CHECK constraint in SQL - Time & Space Complexity
When we use a CHECK constraint in SQL, the database checks if data meets certain rules before saving it.
We want to know how the time to check data grows as we add more rows.
Analyze the time complexity of the following code snippet.
CREATE TABLE Employees (
ID INT PRIMARY KEY,
Age INT,
Salary DECIMAL(10,2),
CHECK (Age >= 18 AND Salary >= 0)
);
INSERT INTO Employees (ID, Age, Salary) VALUES (1, 25, 50000);
INSERT INTO Employees (ID, Age, Salary) VALUES (2, 17, 40000); -- This will fail
This code creates a table with a CHECK constraint to ensure Age is at least 18 and Salary is not negative.
Identify the loops, recursion, array traversals that repeat.
- Primary operation: The database checks the constraint for each new row inserted or updated.
- How many times: Once per row operation, so the check runs for every row added or changed.
Each time we add a row, the database runs the CHECK condition once.
| Input Size (n) | Approx. Operations |
|---|---|
| 10 | 10 checks |
| 100 | 100 checks |
| 1000 | 1000 checks |
Pattern observation: The number of checks grows directly with the number of rows inserted or updated.
Time Complexity: O(n)
This means the time to check constraints grows in a straight line as you add more rows.
[X] Wrong: "The CHECK constraint runs once for the whole table regardless of rows."
[OK] Correct: The database checks each row individually when it is inserted or updated, so the time grows with the number of rows.
Understanding how constraints affect performance helps you design databases that keep data correct without slowing down too much.
"What if we added a CHECK constraint that involves a subquery? How would the time complexity change?"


*Problem to solve*
Pictures stay out. Everything else in the entries is copied exactly.

*Provided data*

○ ○ ○ ○

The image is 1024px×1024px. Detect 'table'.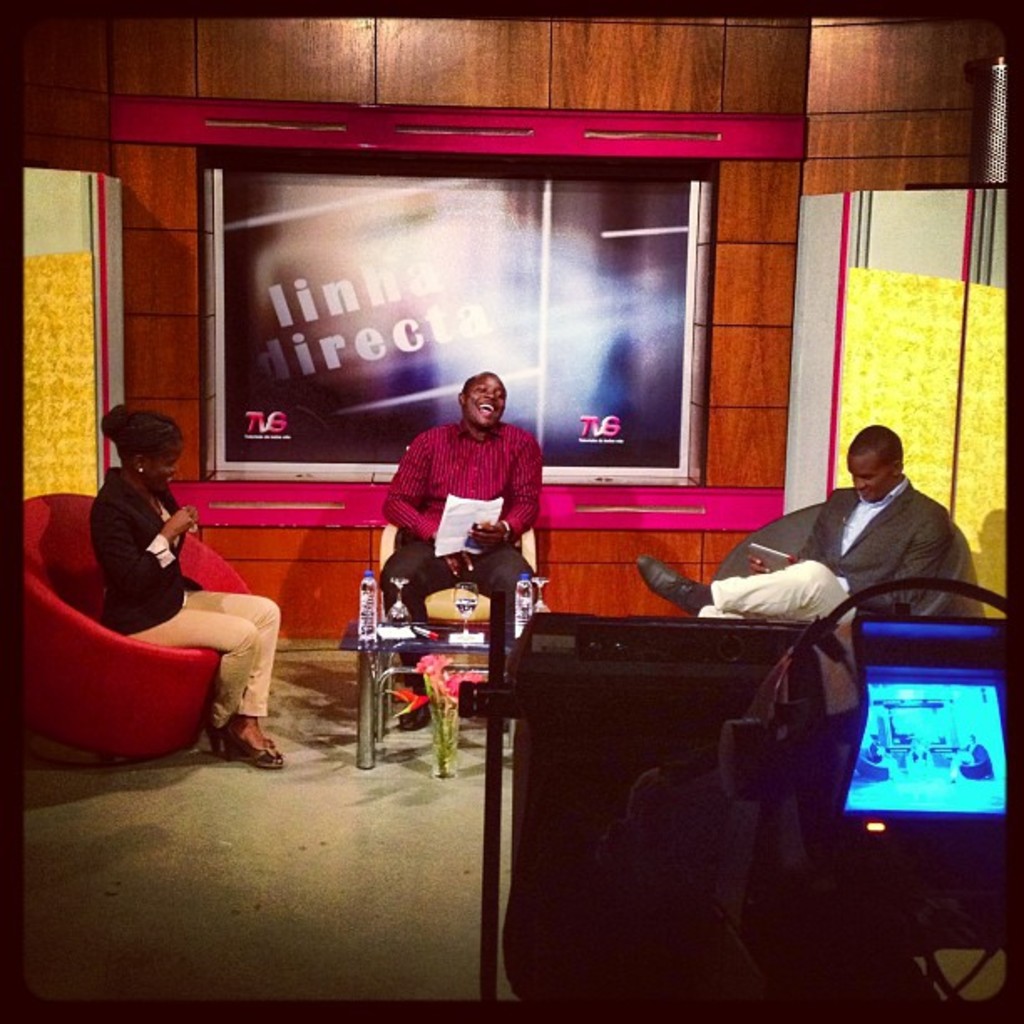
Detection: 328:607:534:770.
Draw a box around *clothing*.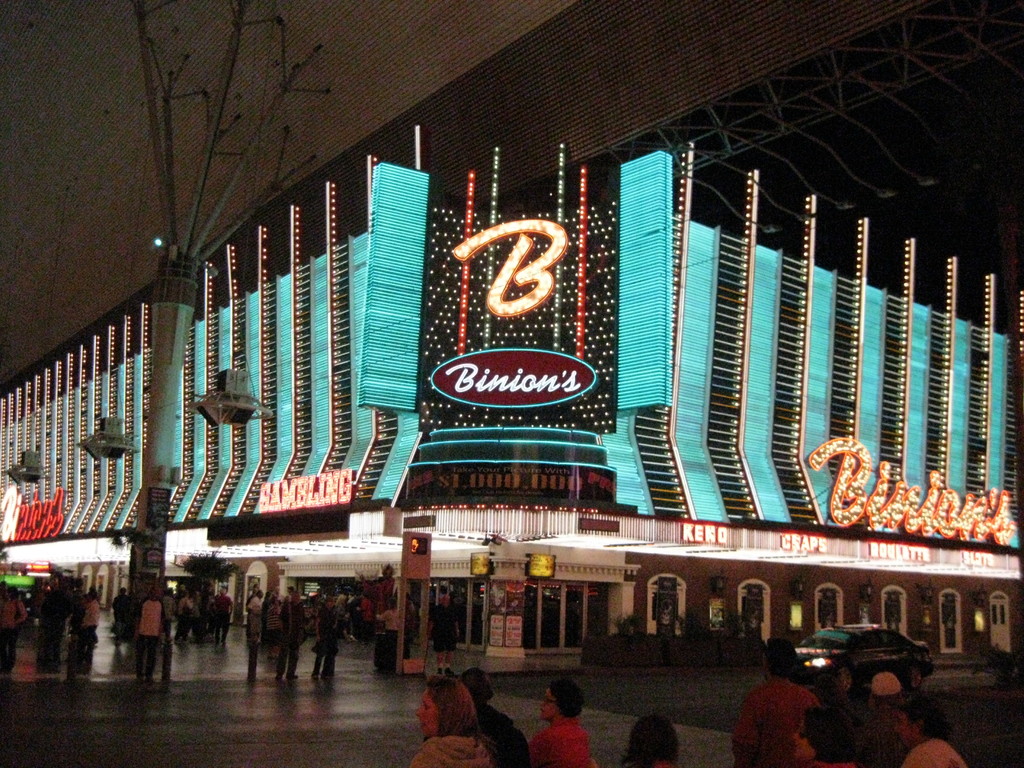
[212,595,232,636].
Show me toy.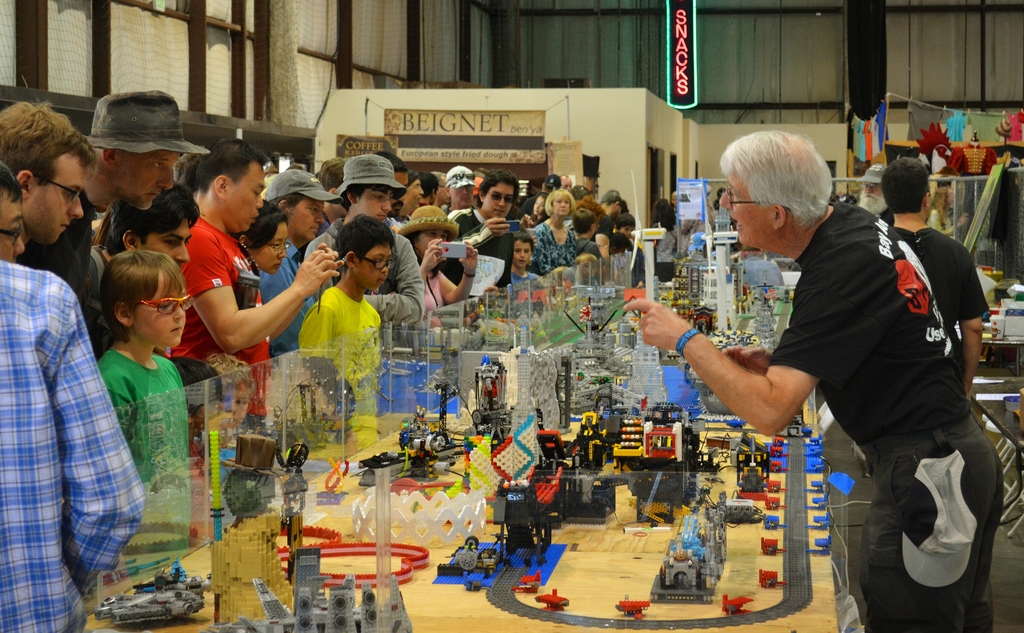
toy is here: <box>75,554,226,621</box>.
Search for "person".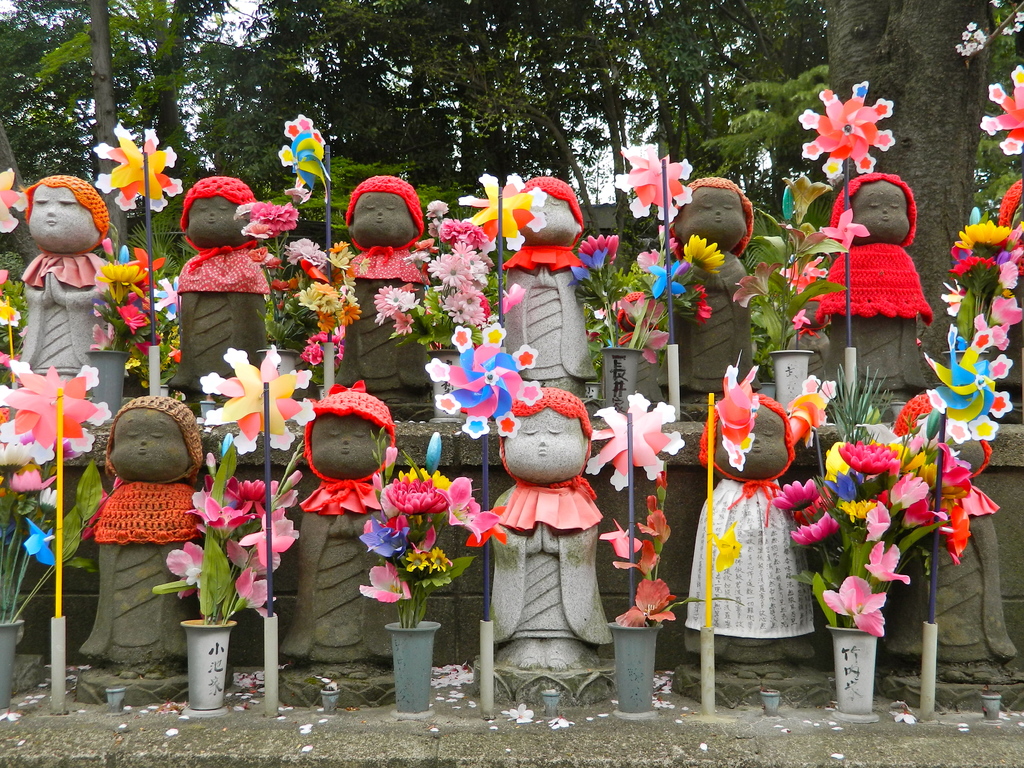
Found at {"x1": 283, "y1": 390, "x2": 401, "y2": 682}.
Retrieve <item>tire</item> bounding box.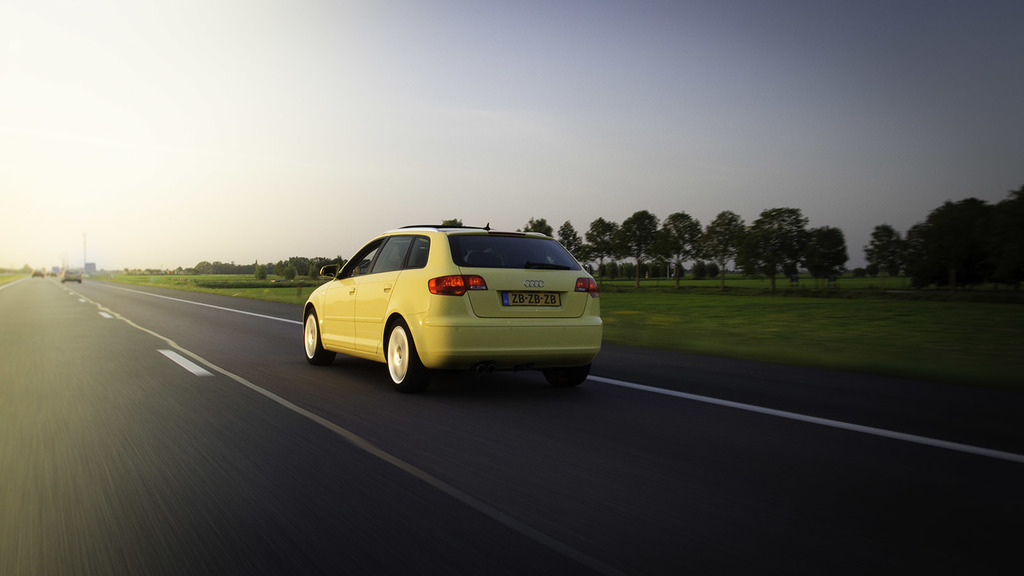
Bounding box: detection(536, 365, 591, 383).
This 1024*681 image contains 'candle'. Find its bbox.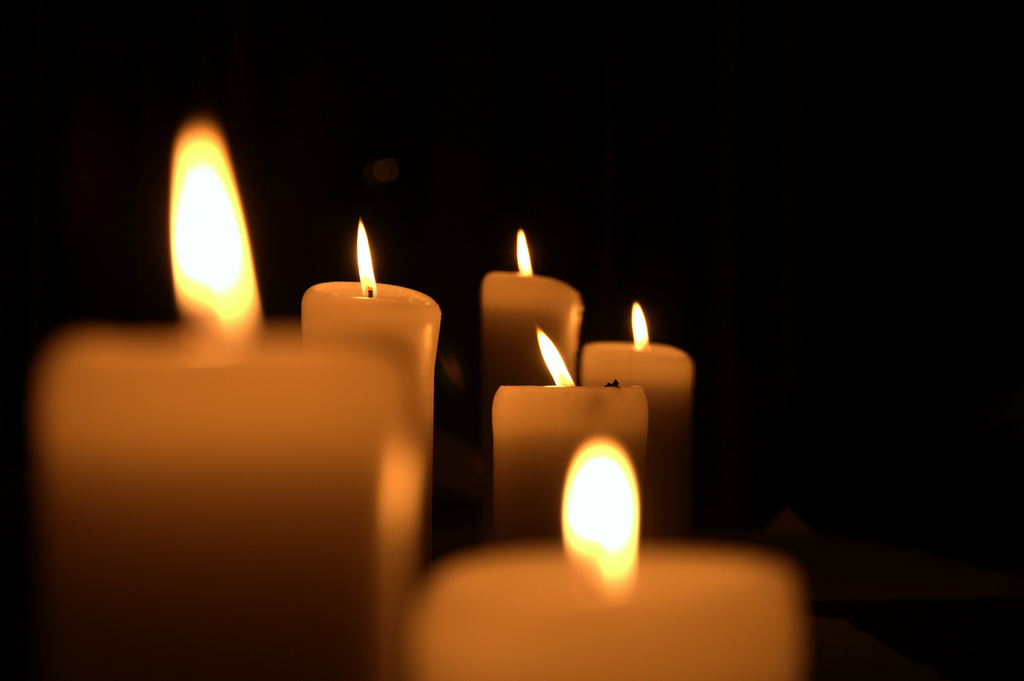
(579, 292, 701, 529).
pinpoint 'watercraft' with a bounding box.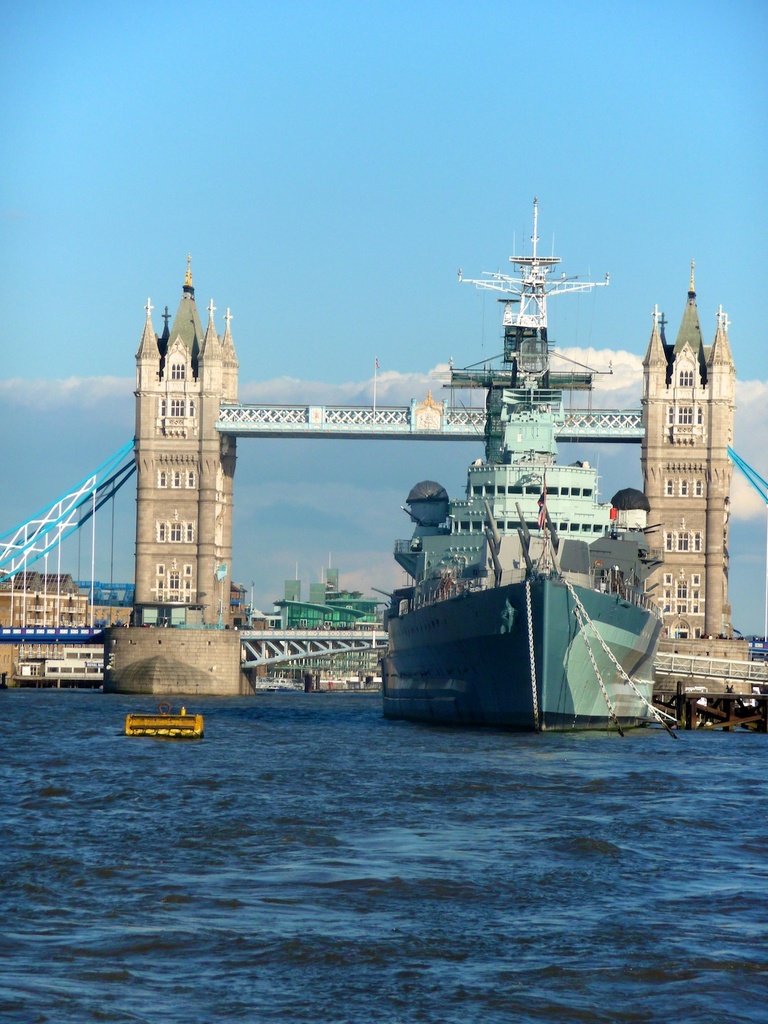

○ ○ ○ ○

*Task output*
The image is 1024px×1024px. Detect 'table'.
Detection: 328:607:534:770.
Draw a box around *clothing*.
[212,595,232,636].
Show me toy.
toy is here: <box>75,554,226,621</box>.
Search for "person".
Found at {"x1": 283, "y1": 390, "x2": 401, "y2": 682}.
Retrieve <item>tire</item> bounding box.
Bounding box: detection(536, 365, 591, 383).
This 1024*681 image contains 'candle'. Find its bbox.
(579, 292, 701, 529).
pinpoint 'watercraft' with a bounding box.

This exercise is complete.